LOWOOD - The second stage of Jane Eyre's life takes her to the Lowood. In this journey she is predestined for failure. Mrs. Reed sends her out to the charity school by herself and assigns Mr. Brocklehearst to inform the faculty that she is a liar. Her time at Lowood is meant to break her will instead of elevate her.
Jane Eyre is cast out without a second thought. Mrs. Reed does not care for her well being only that she leaves the estate to go live her life somewhere else. "The child is very young to be sent alone," it is stated in the book.
Mrs. Reed evidently cares not for the well being of Eyre because she sends her out on "hundreds of miles" by herself. When Eyre finally arrives at Lowood she finds a plethora of young girls that turn out to be orphans. The school runs on charity and the children there are "chariy-children."
The school itself is a disease ridden asylum. "That forest-dell, where Lowood lay, was the cradle of fog and fog-bred pestilence; which, quickening with the quickening spring, crept into the Orphan Asylum, breathed typhus," Jane wrote.
In the face of death, Jane Eyre is not called home unlike how Mrs. Reed quickly called John home because she feared for his health. "Mama had taken him home for a month or two, 'on account of his delicate health,'" Jane wrote.
It is at Lowood that Jane Eyre faces death and breakdown all alone. However she uses Lowood as a way to grow. She spends her time as a student for six years and then as a teacher for two.
For Jane Eyre, Lowood was meant to be an obstacle. Eyre however, tackled the obstacle head on and climbed her way up the ranks and out of the dim, unhopefuly place.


### PROBLEM DESCRIPTION
Where does the word "label" appear in the data? Copy every line that holds it.

━━━━━━━━━━━━━━━━━━━━

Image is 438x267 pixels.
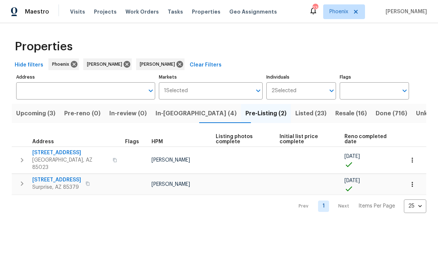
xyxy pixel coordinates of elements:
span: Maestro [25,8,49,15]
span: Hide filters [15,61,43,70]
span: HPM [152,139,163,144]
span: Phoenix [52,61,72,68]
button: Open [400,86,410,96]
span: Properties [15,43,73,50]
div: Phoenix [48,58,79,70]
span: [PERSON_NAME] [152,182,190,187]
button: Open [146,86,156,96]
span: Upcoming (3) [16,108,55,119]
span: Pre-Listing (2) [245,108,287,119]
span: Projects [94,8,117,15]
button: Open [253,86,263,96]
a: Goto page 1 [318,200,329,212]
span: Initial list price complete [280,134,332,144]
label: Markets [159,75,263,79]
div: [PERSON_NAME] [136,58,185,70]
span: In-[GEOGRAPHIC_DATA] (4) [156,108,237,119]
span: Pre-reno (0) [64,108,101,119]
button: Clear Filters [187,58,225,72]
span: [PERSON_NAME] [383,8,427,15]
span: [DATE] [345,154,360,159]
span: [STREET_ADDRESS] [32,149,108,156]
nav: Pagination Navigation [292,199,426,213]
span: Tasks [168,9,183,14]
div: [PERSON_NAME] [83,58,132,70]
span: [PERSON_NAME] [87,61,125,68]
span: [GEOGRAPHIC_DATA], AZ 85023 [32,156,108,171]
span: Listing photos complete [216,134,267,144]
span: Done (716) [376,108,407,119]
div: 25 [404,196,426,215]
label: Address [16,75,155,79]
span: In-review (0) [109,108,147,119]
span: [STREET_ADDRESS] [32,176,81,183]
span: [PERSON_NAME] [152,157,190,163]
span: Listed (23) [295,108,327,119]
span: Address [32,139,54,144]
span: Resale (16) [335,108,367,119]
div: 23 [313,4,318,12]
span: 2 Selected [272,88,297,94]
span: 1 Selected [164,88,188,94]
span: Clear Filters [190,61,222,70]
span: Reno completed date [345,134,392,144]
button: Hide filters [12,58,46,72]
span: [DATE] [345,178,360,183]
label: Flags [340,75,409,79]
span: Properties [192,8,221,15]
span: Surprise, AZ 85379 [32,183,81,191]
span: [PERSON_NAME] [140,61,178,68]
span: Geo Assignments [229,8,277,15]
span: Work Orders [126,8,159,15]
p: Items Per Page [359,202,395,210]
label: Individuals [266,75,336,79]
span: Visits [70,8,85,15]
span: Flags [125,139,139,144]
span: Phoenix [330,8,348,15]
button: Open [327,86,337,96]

━━━━━━━━━━━━━━━━━━━━

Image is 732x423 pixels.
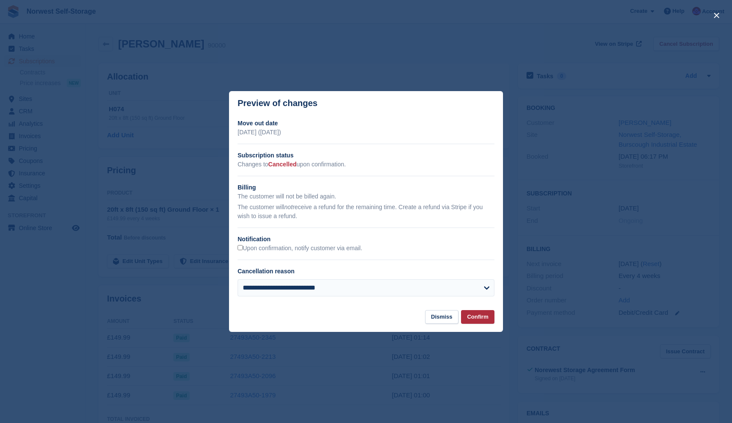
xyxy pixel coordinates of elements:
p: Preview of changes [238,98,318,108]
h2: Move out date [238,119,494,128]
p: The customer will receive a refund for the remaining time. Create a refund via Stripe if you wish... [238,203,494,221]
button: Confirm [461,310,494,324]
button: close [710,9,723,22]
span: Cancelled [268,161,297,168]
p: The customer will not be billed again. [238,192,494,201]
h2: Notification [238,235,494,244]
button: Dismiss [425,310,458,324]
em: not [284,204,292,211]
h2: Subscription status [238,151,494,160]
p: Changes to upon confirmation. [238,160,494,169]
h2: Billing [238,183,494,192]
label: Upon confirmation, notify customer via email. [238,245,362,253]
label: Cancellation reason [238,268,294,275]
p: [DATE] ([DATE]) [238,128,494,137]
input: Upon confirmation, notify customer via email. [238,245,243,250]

━━━━━━━━━━━━━━━━━━━━

### ANSWER TO THE EXERCISE
label: Markets [159,75,263,79]
label: Address [16,75,155,79]
label: Flags [340,75,409,79]
label: Individuals [266,75,336,79]
label: Upon confirmation, notify customer via email. [238,245,362,253]
label: Cancellation reason [238,268,294,275]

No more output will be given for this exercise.